DATA LISTING:
──────────
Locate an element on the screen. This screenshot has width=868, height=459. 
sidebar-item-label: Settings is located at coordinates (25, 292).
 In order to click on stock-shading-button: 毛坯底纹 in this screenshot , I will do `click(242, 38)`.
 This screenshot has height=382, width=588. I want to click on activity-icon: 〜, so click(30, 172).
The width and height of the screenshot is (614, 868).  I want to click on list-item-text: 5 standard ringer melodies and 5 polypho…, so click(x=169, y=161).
──────────
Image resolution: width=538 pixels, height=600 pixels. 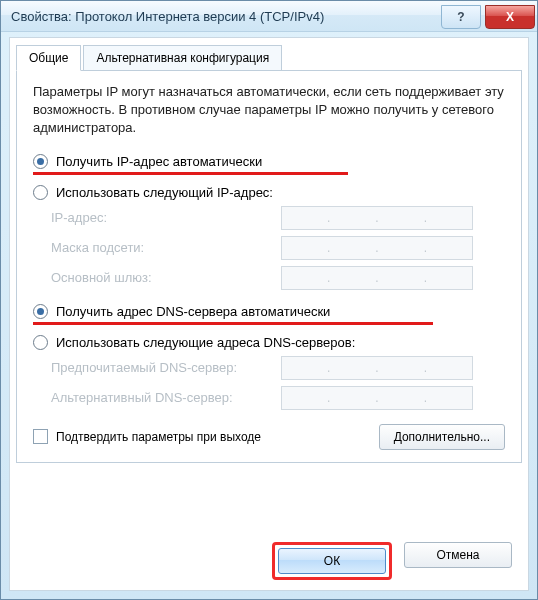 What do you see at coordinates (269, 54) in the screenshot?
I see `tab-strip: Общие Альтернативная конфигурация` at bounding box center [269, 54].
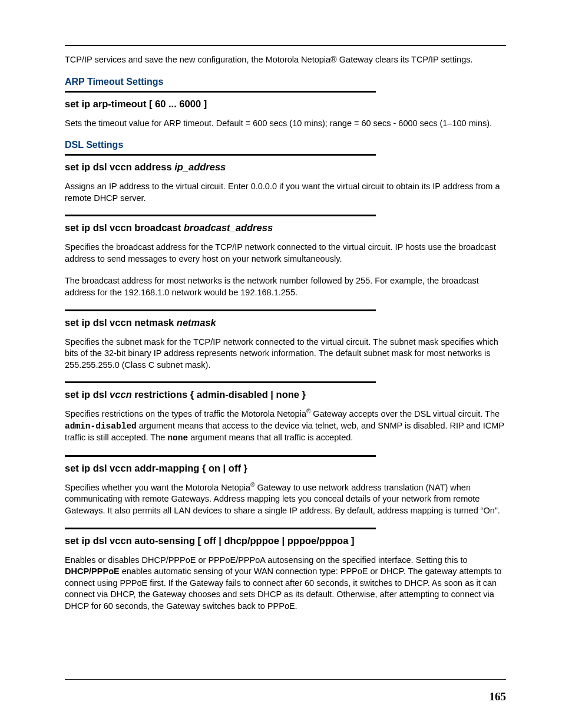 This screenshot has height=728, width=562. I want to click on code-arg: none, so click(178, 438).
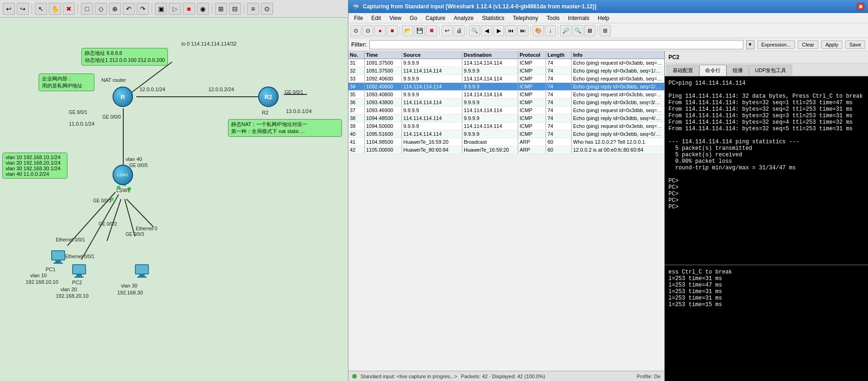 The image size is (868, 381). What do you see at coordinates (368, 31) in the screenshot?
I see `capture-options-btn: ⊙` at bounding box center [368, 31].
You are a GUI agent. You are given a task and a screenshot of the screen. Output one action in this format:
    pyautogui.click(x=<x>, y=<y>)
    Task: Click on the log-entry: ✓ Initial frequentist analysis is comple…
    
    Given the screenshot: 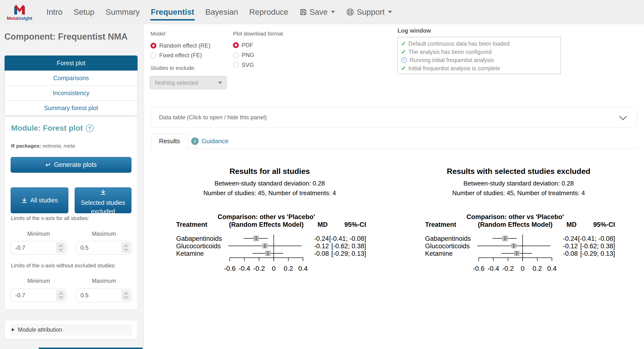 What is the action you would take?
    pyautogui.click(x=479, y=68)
──────────
WHAT TO WORK ON: In the listing above, find the line containing "Locate an element" and the line containing "The width and", then retype both and every line between them exactly, with nothing else.

TASK ANSWER:
Locate an element on the screen. This screenshot has width=868, height=459. 
sidebar-item-label: Settings is located at coordinates (25, 292).
 In order to click on stock-shading-button: 毛坯底纹 in this screenshot , I will do `click(242, 38)`.
 This screenshot has height=382, width=588. I want to click on activity-icon: 〜, so click(30, 172).
The width and height of the screenshot is (614, 868).  I want to click on list-item-text: 5 standard ringer melodies and 5 polypho…, so click(x=169, y=161).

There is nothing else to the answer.